In the records below, the line with "You are a GUI" opens the range and the line with "Task: Click on" closes it; print that range exactly and nothing else.

Available data:
++++

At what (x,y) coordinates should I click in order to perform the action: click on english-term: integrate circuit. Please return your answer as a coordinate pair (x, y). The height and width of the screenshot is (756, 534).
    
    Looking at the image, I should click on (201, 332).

++++

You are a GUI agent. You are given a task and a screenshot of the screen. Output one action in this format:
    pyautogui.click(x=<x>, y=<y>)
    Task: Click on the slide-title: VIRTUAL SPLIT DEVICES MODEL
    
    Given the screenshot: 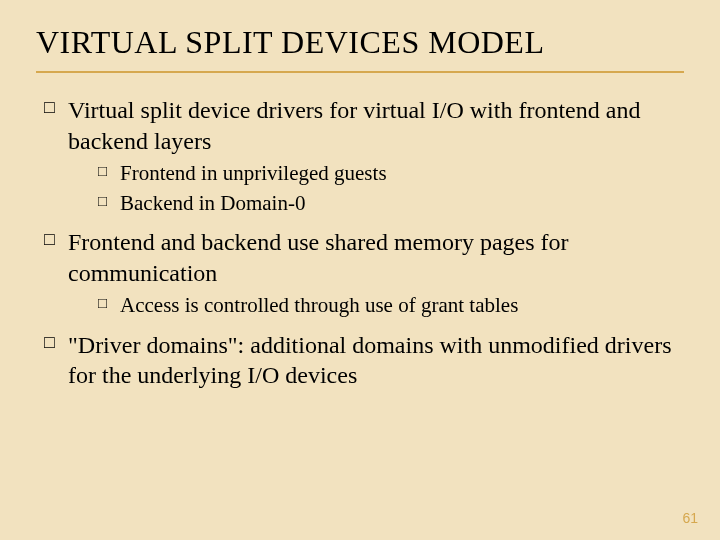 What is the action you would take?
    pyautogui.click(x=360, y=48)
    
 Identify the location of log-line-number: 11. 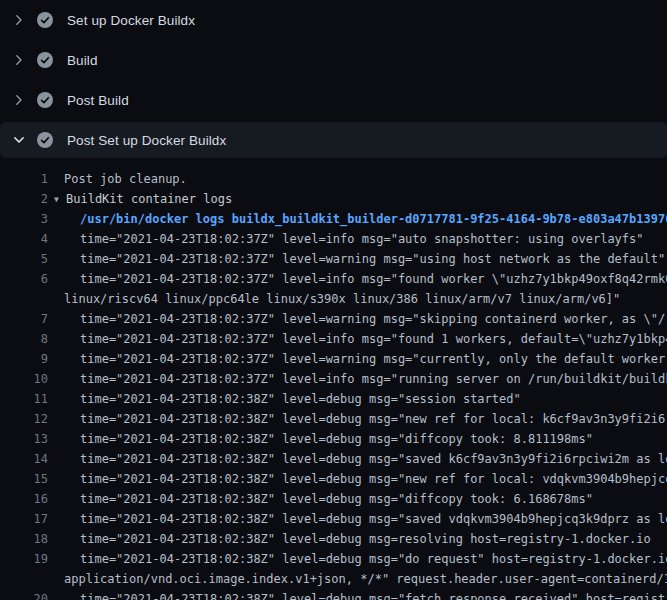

++++

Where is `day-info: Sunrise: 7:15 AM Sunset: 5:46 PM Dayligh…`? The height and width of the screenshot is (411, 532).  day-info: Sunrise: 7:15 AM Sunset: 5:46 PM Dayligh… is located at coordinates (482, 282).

++++

Reply to the task:
You are a GUI agent. You are given a task and a screenshot of the screen. Output one action in this format:
    pyautogui.click(x=<x>, y=<y>)
    Task: Click on the slide-title: VIRTUAL SPLIT DEVICES MODEL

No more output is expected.